Children in Culture, Revisited follows on from the first volume, Children in Culture , and is composed of a range of chapters, newly written for this collection, which offer further fully inter- and multidisciplinary considerations of childhood as a culturally and historically constructed identity rather than a constant psycho-biological entity.
The continual rise of English as a global lingua franca has meant that English literature, both as a discipline and as a tool in ESL and EFL classrooms, is being used in varied ways outside the inner circle of English.
A quarter of a century after the fall of the Berlin Wall, and from the vantage point of a post-Cold War, globalised, world, there is a need to address the relative neglect of postcommunism in analysis of postcolonial and neo-colonial configurations of power and influence.
Addressing Jean Rhys's composition and positioning of her fiction, this book invites and challenges us to read the tacit, silent and explicit textual bearings she offers and reveals new insights about the formation, scope and complexity of Rhys's experimental aesthetics.
Relocation narratives form a distinct subgenre of contemporary travel memoirs concerned with the experiences of travellers who become settlers in foreign locales and narrate their experience of cultural accommodation in serial autobiographical accounts.
Heidegger with Derrida: Being Written attempts, for the first time, to think Heidegger's philosophy through the lens of Derrida's logocentric thesis, according to which speech has, throughout the history of metaphysics, been given primacy over writing.
In this fascinating book, Jorge Luis Andrade Fernandes critically examines the impact of colonialism and postcolonial migration on the politics and identity of Euro-American imperial powers.
Roberto Bolano as World Literature provides an introduction to the Chilean novelist that highlights his connections with classic and contemporary masters of world literature and his investigation of topics of international interest, such as the rise of rightwing and neofascist movements during the last decades of the 20th century.
As state control of private life in China has loosened since 1980, citizens have experienced an unprecedented family revolutionan overhaul of family structure, marital practices, and gender relationships.
Focusing on relationships between Jewish American authors and Jewish authors elsewhere in America, Europe, and Israel, this book explores the phenomenon of authorial affiliation: the ways in which writers intentionally highlight and perform their connections with other writers.
European culture after the Franco-Prussian War of 1870-71 was no stranger to ancient beliefs in an organic, religiously sanctioned, and aesthetically pleasing relationship to the land.
Die Studie setzt an der Schnittstelle von wissenschaftlicher Sprachkritik und naturwüchsiger Sprachbewertung an und versucht das historisch schwierige Verhältnis zwischen Laienlinguistik und Linguistik zu regulieren.
This book offers a new reading of Marcell Mauss' and Lewis Hyde's theories of poetry as gift, exploring poetry exchanges within 20th and 21st century communities of poets, publishers, audiences and readers operating along a gift economy.
The Salome Ensemble probes the entangled lives, works, and passions of a political activist, a novelist, a screenwriter, and a movie actress who collaborated in 1920s New York City.
This original volume examines the collaboration between East Timorese and international staff in the rebuilding of the education sector during the United Nations Transitional Administration in East Timor (UNTAET) 1999-2002.
Widely acknowledged as an important, if highly controversial, figure in contemporary literature, French novelist and poet Michel Houellebecq has elicited diverse critical responses.
This book focuses on the autobiographical poetry of early twentieth century author Antonia Pozzi and her lifelong friend and fellow poet, Vittorio Sereni.
This volume looks at the implications of transcultural humanities in South Asia, which is becoming a crucial area of research within literary and cultural studies.
Beckett is acknowledged as one of the greatest playwrights and most innovative fiction writers of the twentieth century with an international appeal that bridges both general and more specialist readers.
The opening of classified documents from the Soviet era has been dubbed the "e;archival revolution"e; due to its unprecedented scale, drama, and impact.
James Joyce and the Phenomenology of Film reappraises the lines of influence said to exist between Joyce's writing and early cinema and provides an alternative to previous psychoanalytic readings of Joyce and film.
Blood Narrative is a comparative literary and cultural study of post-World War II literary and activist texts by New Zealand Maori and American Indians-groups who share much in their responses to European settler colonialism.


DIRECTIONS FOR THIS TASK:
Scan the entries that follow and work out how many lines contain "Melitta". Give the number and nothing else.

Dataset rows for apps and sites:
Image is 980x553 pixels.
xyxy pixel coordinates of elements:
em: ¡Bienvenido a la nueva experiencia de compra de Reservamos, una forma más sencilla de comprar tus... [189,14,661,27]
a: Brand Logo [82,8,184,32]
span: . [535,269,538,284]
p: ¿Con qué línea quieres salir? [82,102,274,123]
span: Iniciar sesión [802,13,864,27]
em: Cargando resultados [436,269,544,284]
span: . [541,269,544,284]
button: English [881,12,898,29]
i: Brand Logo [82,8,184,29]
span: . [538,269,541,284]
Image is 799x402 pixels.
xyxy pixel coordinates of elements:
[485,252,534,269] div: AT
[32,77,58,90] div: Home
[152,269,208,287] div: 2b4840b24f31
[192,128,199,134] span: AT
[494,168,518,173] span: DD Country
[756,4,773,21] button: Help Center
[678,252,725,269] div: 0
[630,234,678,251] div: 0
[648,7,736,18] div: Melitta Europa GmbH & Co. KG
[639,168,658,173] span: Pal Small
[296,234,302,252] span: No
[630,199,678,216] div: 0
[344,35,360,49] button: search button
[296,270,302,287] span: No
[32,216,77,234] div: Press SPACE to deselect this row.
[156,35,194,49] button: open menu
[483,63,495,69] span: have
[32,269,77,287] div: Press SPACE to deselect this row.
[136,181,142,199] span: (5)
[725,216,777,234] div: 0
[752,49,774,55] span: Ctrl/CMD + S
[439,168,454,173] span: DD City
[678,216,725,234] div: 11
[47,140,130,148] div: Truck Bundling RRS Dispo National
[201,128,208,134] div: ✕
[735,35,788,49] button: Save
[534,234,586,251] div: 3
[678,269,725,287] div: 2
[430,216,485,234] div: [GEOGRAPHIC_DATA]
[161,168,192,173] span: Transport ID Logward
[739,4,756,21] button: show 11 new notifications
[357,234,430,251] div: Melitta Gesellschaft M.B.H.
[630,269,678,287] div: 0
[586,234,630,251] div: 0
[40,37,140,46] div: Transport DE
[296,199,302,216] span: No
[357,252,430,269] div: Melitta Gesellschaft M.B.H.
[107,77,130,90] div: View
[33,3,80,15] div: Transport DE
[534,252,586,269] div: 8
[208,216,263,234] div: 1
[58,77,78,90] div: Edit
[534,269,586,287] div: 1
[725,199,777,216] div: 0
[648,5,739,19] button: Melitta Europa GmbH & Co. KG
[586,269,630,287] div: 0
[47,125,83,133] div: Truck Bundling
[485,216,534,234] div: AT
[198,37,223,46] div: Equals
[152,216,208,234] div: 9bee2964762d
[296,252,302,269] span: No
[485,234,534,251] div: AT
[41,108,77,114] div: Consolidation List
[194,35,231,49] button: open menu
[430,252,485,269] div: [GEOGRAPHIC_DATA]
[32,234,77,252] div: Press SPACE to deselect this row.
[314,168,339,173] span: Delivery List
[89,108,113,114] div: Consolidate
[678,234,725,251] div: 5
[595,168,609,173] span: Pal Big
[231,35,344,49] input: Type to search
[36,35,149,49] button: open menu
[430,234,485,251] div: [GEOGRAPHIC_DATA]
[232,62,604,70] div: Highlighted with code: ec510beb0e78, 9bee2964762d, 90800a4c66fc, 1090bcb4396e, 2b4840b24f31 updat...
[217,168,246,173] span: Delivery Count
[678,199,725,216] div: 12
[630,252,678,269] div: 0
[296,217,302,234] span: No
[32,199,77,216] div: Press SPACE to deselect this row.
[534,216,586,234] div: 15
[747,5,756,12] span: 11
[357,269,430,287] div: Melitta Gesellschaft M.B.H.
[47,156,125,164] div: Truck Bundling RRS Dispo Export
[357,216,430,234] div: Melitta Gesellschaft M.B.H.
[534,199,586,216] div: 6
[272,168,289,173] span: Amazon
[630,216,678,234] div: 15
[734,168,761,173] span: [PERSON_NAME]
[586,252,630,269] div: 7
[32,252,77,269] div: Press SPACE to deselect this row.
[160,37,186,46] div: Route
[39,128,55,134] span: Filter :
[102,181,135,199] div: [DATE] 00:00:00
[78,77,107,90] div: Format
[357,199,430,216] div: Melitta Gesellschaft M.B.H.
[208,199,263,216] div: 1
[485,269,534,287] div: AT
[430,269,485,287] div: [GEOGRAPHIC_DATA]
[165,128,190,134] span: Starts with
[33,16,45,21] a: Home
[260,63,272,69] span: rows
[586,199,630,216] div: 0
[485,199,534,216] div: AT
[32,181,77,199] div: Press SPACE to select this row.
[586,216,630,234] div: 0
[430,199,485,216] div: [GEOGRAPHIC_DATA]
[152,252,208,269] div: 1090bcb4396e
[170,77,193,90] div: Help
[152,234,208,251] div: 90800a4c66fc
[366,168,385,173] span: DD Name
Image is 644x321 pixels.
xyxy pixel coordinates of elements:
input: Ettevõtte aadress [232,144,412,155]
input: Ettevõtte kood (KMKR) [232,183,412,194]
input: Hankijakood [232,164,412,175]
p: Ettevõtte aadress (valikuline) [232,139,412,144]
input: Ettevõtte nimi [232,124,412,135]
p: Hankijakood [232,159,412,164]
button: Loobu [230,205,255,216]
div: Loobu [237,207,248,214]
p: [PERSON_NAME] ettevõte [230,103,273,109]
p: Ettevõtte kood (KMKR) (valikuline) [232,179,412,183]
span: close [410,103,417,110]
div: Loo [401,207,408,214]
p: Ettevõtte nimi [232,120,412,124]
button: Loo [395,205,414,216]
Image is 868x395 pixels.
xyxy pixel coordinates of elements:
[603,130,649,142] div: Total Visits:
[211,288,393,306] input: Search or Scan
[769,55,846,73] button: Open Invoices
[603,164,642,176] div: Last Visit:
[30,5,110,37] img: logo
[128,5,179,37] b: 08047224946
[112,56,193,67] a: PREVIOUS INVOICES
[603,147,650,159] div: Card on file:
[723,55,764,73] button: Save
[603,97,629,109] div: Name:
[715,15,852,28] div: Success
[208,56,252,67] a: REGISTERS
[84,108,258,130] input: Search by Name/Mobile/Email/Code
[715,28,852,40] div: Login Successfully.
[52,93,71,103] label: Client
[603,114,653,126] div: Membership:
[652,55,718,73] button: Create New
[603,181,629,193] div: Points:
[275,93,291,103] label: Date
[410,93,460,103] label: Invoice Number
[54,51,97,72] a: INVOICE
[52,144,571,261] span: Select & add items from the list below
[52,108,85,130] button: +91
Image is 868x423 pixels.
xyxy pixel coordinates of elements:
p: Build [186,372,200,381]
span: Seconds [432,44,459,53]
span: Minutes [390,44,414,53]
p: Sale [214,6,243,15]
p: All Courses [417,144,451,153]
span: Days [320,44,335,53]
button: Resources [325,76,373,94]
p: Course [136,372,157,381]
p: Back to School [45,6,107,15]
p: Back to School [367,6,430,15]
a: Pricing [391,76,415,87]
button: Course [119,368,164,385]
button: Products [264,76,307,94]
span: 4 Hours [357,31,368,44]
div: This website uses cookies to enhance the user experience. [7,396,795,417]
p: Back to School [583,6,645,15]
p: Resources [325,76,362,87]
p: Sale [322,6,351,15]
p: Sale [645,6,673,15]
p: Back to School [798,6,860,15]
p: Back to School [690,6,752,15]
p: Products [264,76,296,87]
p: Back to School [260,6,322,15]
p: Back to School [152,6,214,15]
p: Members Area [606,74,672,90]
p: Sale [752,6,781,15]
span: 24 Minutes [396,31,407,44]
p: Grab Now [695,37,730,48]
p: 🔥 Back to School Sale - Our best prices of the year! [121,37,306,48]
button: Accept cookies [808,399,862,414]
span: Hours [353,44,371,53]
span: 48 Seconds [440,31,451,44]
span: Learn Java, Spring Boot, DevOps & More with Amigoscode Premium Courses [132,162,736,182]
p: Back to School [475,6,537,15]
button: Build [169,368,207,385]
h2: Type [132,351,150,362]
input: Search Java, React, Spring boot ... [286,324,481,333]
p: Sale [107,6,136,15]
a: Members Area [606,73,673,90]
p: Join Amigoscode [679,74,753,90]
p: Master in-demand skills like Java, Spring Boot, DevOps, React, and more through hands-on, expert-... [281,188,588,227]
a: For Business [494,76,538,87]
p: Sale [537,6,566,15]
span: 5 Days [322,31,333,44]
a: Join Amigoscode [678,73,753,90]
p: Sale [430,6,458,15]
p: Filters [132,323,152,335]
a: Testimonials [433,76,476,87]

RESULT FOR THIS TASK:
7